In this case, the designation of Douglas as legatee does not include the requirement that he should be living when Stanley dies without sons.  It would be to add words to the designation of Douglas as legatee to import such a requirement.  It would, in truth, be adding one further contingency.  Furthermore, there is nothing elsewhere in the will which would justify the importation of such a contingency: cf. Re Cresswell at 107.

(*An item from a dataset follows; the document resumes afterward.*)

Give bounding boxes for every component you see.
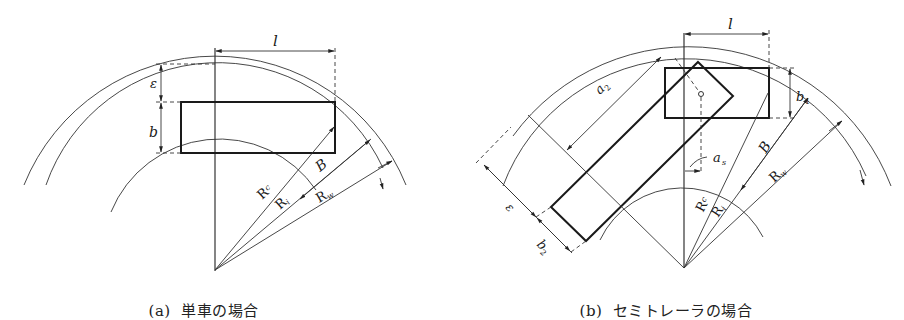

  1. It is not entirely clear what the second requirement as stated in Re Shannon is intended to embrace.  Certainly, if there are words in the will which show that it was not the intention of the testator that the interest should be transmissible, effect should be given to them.  However, if, as here, there are no words which require that the person who is to take should be in existence at the date of the testator’s death and the balance of the will contains no such requirement, then it is difficult to understand why effect should not be given to it.  I would prefer to express this latter condition in these terms – that the language of the will as a whole is not inconsistent with the conclusion that it was the testator’s intention that the interest should be a transmissible one.  There is nothing in the terms of this will which is inconsistent with the conclusion that the contingent interest of Douglas is transmissible to his estate.  That conclusion is not inconsistent with the fact that the testator gave Douglas his interest in Sections 4411 and 4412 and may therefore have intended the Selection Paddock as part of Section 4412 should pass to Douglas or his estate if Stanley had no sons.

  2. For these reasons, I determine that the land known as the Selection Paddock is now vested in the estate of Douglas Frederic Shephard.